The second-longest serving member of the delegation, District 93 Democrat Mike Kernell, drew opposition at the deadline from another incumbent and fellow Democrat G.A. Hardaway. In the once-a-decade redistricting process, Hardaway was drawn into the same district as Democratic incumbent Barbara Cooper.
The District 93 is one of five state House races that will be decided with the Aug. 2 primary because there are no candidates running in the other party’s primary or as independents. Of those five positions, three will be decided with the Democratic primaries and two will be decided with the Republican primaries.

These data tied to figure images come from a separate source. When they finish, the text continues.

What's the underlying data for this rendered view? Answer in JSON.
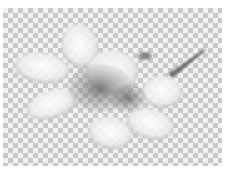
{
  "image": {
    "subject": "white flower with five petals and a stem on transparent checkerboard background",
    "icon": "flower-image",
    "colors": {
      "petal": "#f4f4f4",
      "petal_shadow": "#9a9a9a",
      "center": "#6e6e6e",
      "stem": "#5a5a5a",
      "checker_light": "#f2f2f2",
      "checker_dark": "#c9c9c9"
    }
  }
}
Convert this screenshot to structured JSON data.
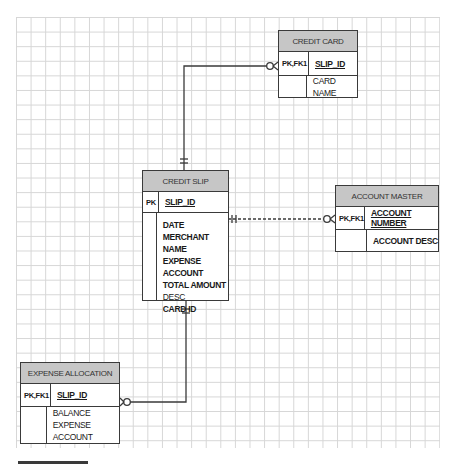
{
  "diagram": {
    "type": "entity-relationship",
    "entities": [
      {
        "id": "credit_card",
        "title": "CREDIT CARD",
        "key_rows": [
          {
            "key": "PK,FK1",
            "attributes": [
              {
                "name": "SLIP_ID",
                "primary": true
              }
            ]
          },
          {
            "key": "",
            "attributes": [
              {
                "name": "CARD NAME",
                "primary": false
              }
            ]
          }
        ]
      },
      {
        "id": "credit_slip",
        "title": "CREDIT SLIP",
        "key_rows": [
          {
            "key": "PK",
            "attributes": [
              {
                "name": "SLIP_ID",
                "primary": true
              }
            ]
          },
          {
            "key": "",
            "attributes": [
              {
                "name": "DATE"
              },
              {
                "name": "MERCHANT NAME"
              },
              {
                "name": "EXPENSE ACCOUNT"
              },
              {
                "name": "TOTAL AMOUNT"
              },
              {
                "name": "DESC"
              },
              {
                "name": "CARD ID"
              }
            ]
          }
        ]
      },
      {
        "id": "account_master",
        "title": "ACCOUNT MASTER",
        "key_rows": [
          {
            "key": "PK,FK1",
            "attributes": [
              {
                "name": "ACCOUNT NUMBER",
                "primary": true
              }
            ]
          },
          {
            "key": "",
            "attributes": [
              {
                "name": "ACCOUNT DESC",
                "primary": false
              }
            ]
          }
        ]
      },
      {
        "id": "expense_allocation",
        "title": "EXPENSE ALLOCATION",
        "key_rows": [
          {
            "key": "PK,FK1",
            "attributes": [
              {
                "name": "SLIP_ID",
                "primary": true
              }
            ]
          },
          {
            "key": "",
            "attributes": [
              {
                "name": "BALANCE"
              },
              {
                "name": "EXPENSE ACCOUNT"
              }
            ]
          }
        ]
      }
    ],
    "relationships": [
      {
        "from": "credit_slip",
        "to": "credit_card",
        "from_cardinality": "one-and-only-one",
        "to_cardinality": "zero-or-many",
        "line": "solid"
      },
      {
        "from": "credit_slip",
        "to": "account_master",
        "from_cardinality": "one-and-only-one",
        "to_cardinality": "zero-or-many",
        "line": "dashed"
      },
      {
        "from": "credit_slip",
        "to": "expense_allocation",
        "from_cardinality": "one-and-only-one",
        "to_cardinality": "zero-or-many",
        "line": "solid"
      }
    ]
  },
  "colors": {
    "header_fill": "#c6c6c6",
    "border": "#3a3a3a",
    "grid": "#d6d6d6"
  }
}
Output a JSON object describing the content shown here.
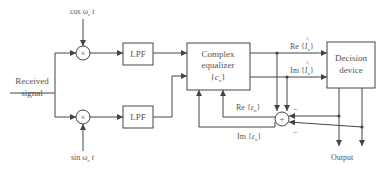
{
  "diagram": {
    "inputs": {
      "received_signal_line1": "Received",
      "received_signal_line2": "signal",
      "cos_carrier": "cos ω",
      "cos_carrier_sub": "c",
      "cos_carrier_t": " t",
      "sin_carrier": "sin ω",
      "sin_carrier_sub": "c",
      "sin_carrier_t": " t"
    },
    "blocks": {
      "mixer_symbol": "×",
      "lpf_top": "LPF",
      "lpf_bottom": "LPF",
      "equalizer_line1": "Complex",
      "equalizer_line2": "equalizer",
      "equalizer_line3_open": "{",
      "equalizer_line3_var": "c",
      "equalizer_line3_sub": "n",
      "equalizer_line3_close": "}",
      "decision_line1": "Decision",
      "decision_line2": "device",
      "summer_symbol": "+"
    },
    "signals": {
      "re_i_prefix": "Re {",
      "re_i_var": "I",
      "re_i_hat": "^",
      "re_i_sub": "n",
      "re_i_suffix": "}",
      "im_i_prefix": "Im {",
      "im_i_var": "I",
      "im_i_hat": "^",
      "im_i_sub": "n",
      "im_i_suffix": "}",
      "re_eps_prefix": "Re {",
      "re_eps_var": "ε",
      "re_eps_sub": "n",
      "re_eps_suffix": "}",
      "im_eps_prefix": "Im {",
      "im_eps_var": "ε",
      "im_eps_sub": "n",
      "im_eps_suffix": "}",
      "minus_top": "−",
      "minus_bottom": "−",
      "output": "Output"
    },
    "colors": {
      "line": "#444444",
      "text": "#555555",
      "background": "#ffffff"
    }
  }
}
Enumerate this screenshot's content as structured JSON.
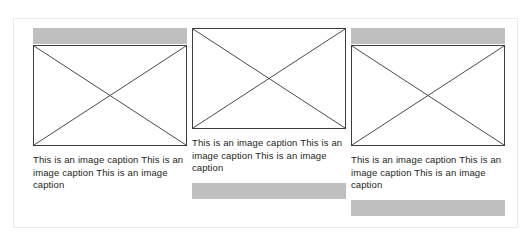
{
  "layout": {
    "column_count": 3,
    "panel_border_color": "#eceaea",
    "background_color": "#ffffff",
    "placeholder_bar_color": "#bfbfbf",
    "image_box_border_color": "#3c3c3c",
    "caption_text_color": "#231f20"
  },
  "columns": [
    {
      "id": "column-1",
      "top_bar": true,
      "bottom_bar": false,
      "image": {
        "type": "image-placeholder",
        "alt": "image-placeholder-crossed-box"
      },
      "caption": "This is an image caption This is an image caption This is an image caption"
    },
    {
      "id": "column-2",
      "top_bar": false,
      "bottom_bar": true,
      "image": {
        "type": "image-placeholder",
        "alt": "image-placeholder-crossed-box"
      },
      "caption": "This is an image caption This is an image caption This is an image caption"
    },
    {
      "id": "column-3",
      "top_bar": true,
      "bottom_bar": true,
      "image": {
        "type": "image-placeholder",
        "alt": "image-placeholder-crossed-box"
      },
      "caption": "This is an image caption This is an image caption This is an image caption"
    }
  ]
}
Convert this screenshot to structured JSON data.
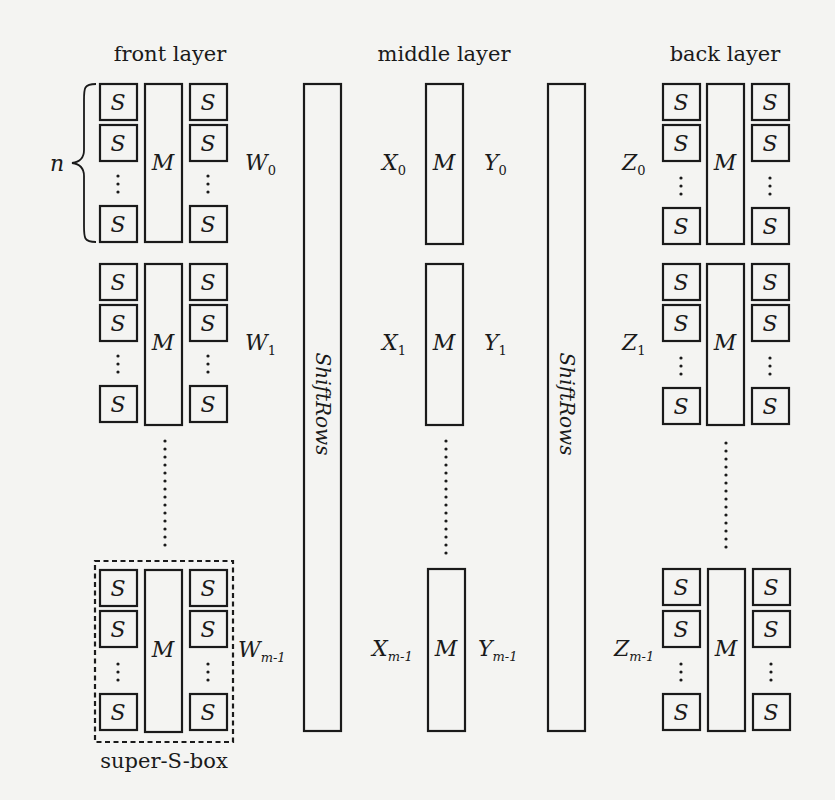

Meanwhile, Democratic incumbent Jeanne Richardson, who was drawn into the same district as fellow Democratic incumbent Antonio Parkinson, opted instead to file to run in the Democratic primary for District 90 in a challenge of incumbent John DeBerry.
Ian Randolph also joined the District 90 primary at the deadline.
In the two state Senate races on the Shelby County ballot, District 30 Democratic incumbent Jim Kyle has opposition from fellow Democratic incumbent Beverly Marrero who wound up in the same district as Kyle in the redistricting that eliminated one of Shelby County’s state Senate districts. Mario Dennis had also filed in the Democratic primary. The winner will face Republican Colonel G. Billingsley on the November ballot. Billingsley is running unopposed.
District 32 Republican state Sen. Mark Norris of Collierville faced primary opposition from Woody Degan in the August primary for the district that is not limited to Shelby County.
In the 9th U.S. Congressional District, Cohen had one challenger in the August primary. Countywide school board member Tomeka Hart filed her petition two hours before the deadline. City Court Clerk Thomas Long, who had pulled a petition for the primary, did not file.
The Republican congressional primary features four contenders including former Shelby County Commissioner George Flinn and Charlotte Bergmann, who was the party’s challenger to Cohen in the 2010 general election. The other GOP primary candidates are Rollin Stooksberry and Ernest Lunati.
Independent congressional candidates Herbert Bass and Brian L. Saulsberry filed and advance automatically to the November general election.
No contenders for the 8th Congressional District, held by Republican incumbent Stephen Fincher of Frog Jump, Tenn., had filed in Shelby County at the noon deadline.
Fincher’s district was redrawn in redistricting to include a larger portion of Memphis and Shelby County. In the process, the 7th Congressional District, which once included parts of eastern Shelby County, no longer includes any part of Shelby County.
The field for Millington mayor in that city’s Aug. 2 nonpartisan general election is three candidates: former mayor Terry Jones, who lost a re-election bid four years ago to Richard Hodges; Kenneth Uselton and Debra Sigee.
Six of the seven aldermen are seeking re-election.
Bethany K. Huffman and Rhonda O’Dell are running for Position 1, the seat being given up by incumbent Jimmy Pike.
Keith Barger is being challenged for Position 2 by Hank Hawkins and Al Bell.
Don Lowery faces Franklin Dakin for Position 3.
Jim Brown has two challengers seeking Position 4. They are Larry Dagen and Charles P. Reed.
Position 5 is a contest between Brett A. Morgan and Thomas McGhee.
Chris Ford is being challenged by Oscar Brown for Position 6.
And Mike Caruthers and R. Jason Dupress are the contenders for Position 7.